Occasionally I have the pleasure of getting a lesson from another Feldenkrais practitioner.  Being a practitioner can mean that the lesson means more to me than it would to the average person, because I’m attuned to what’s happening.  It can also mean that I am more astonished by what the lesson uncovers.  I often think of myself as being “more aware” than the average person, but I’m really not.  My smugness or arrogance is often dissipated in the face of real awareness.

            This was the case with the lesson I received recently from a very experienced teacher.  My daughter and I went together, and she had her lesson first.  She’s only seven years old, so when her lesson was over and it was time for mine to begin, I was naturally a little anxious about whether she would sit still long enough for me to get what I needed.

            My daughter had brought some things to do, but she’s a talkative, friendly sort of person.  So while my lesson was beginning, she talked incessantly to the instructor and to me and made lots of little play noises.  I did not scold her, as I thought that kind of exertion would put me in a bad mood and have a worse effect on my lesson than her disruption.

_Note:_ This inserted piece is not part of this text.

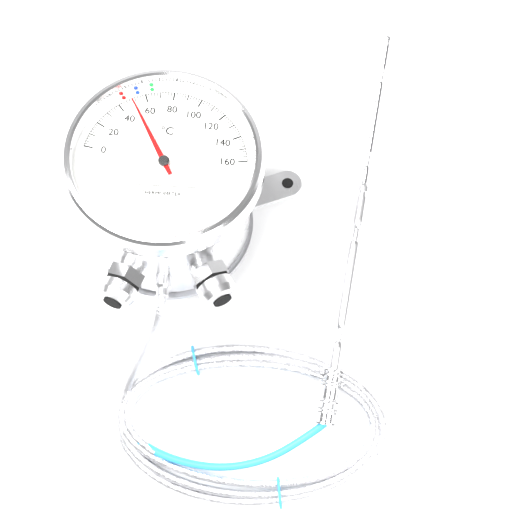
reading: 50 °C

            When the practitioner asked me what I wanted from my lesson, I told her, “I want you to help me put the pieces together.”  Being very intuitive, the teacher didn’t need anything more than that to understand me.  But I ought to explain to you, the reader, what was obvious to her.

            When I began my training there were large parts of my bodily territory that were missing from my awareness.  If I were to have drawn you a map of myself, many areas would be uncharted.  I had only the vaguest notion of what my back was, so the varieties of movments in my spine went on without my cognizance.  My shoulders were practically nonexistant, as were my hips.

            Over the years, I have come to know my parts better, and at different times I’ve had greater and lesser experiences of true integration.  Lately I’ve been under a lot of stress and so retreated into more habitual ways of thinking and doing.  The result is that I’ve lost some of my picture of wholeness.  Yet I still retain enough of a picture that nothing is “missing” anymore.  At the time of my lesson I saw myself as divided into about five segments:  ankles-section, legs-section, hips-section, back-section, head/neck-section.  I wanted to understand myself as a whole person again, to unify, to “consolidate” as the instructor said.

            As I lay on the table I felt very anxious that I wasn’t going to get what I needed from this lesson, and that my daughter’s ruckus was going to keep me divided out.  I had to hope that the instructor knew what she was doing, so I didn’t ask the instructor about my daughter even though I wanted to.

            It turns out the instructor did me one better than I asked for:  She explained her thinking by telling me, “I’m deliberately not asking Cecilia to be quiet because I think of her as one of the parts.”

            She could have stopped the lesson right there.  That was really the information I needed from her.  The rest of the work, all the moving and twisting and wiggling of my feet, head, shoulders and hips, was gravy.

            She was telling me what I hadn’t considered about myself, that I as a person am inseparable from the people and events in my life, and that all of these people and events are connected through me.  For some readers, a statement like this will seem trivial, dare I say, “obvious.”  Of course everyone you know and everything you do is connected through you.

            Not so obvious to me.  The fragmentation in my body was reflected in my approach to my environment, the various aspects of my world, my attempts to be a musician and an educator and a writer and a Feldenkrais practitioner, and a parent!  On one level, I’ve always known I needed to continually find a way to unify the various things I do in my life.  But I hadn’t really considered my family and my body as aspects that needed to be considered too.  There was a greater fragmentation than I had been aware of.  I wasn’t calling every part a part!  That’s what made my obvious so elusive.

            So I had the pleasure of letting my daughter’s noise be part of my lesson, as it had to be.  The thought of her presence as being another part that needed to be integrated steadied me, gave focus to my physical consolidation, made it possible to get what I needed from my lesson wheras it would have been impossible without her!

            This is not a lesson I “got” when I left the table.  It’s a lesson I’m going to have to get again and again as I rethink the concept of my “self.”  There will be times when it will be painful to admit that I’ll have to integrate aspects of my life that appear to disrupt the other aspects, but the truth remains that these are all parts of an inseparable whole, parts which will function at their highest only when their relationship to one another is clear in myself and the way I live.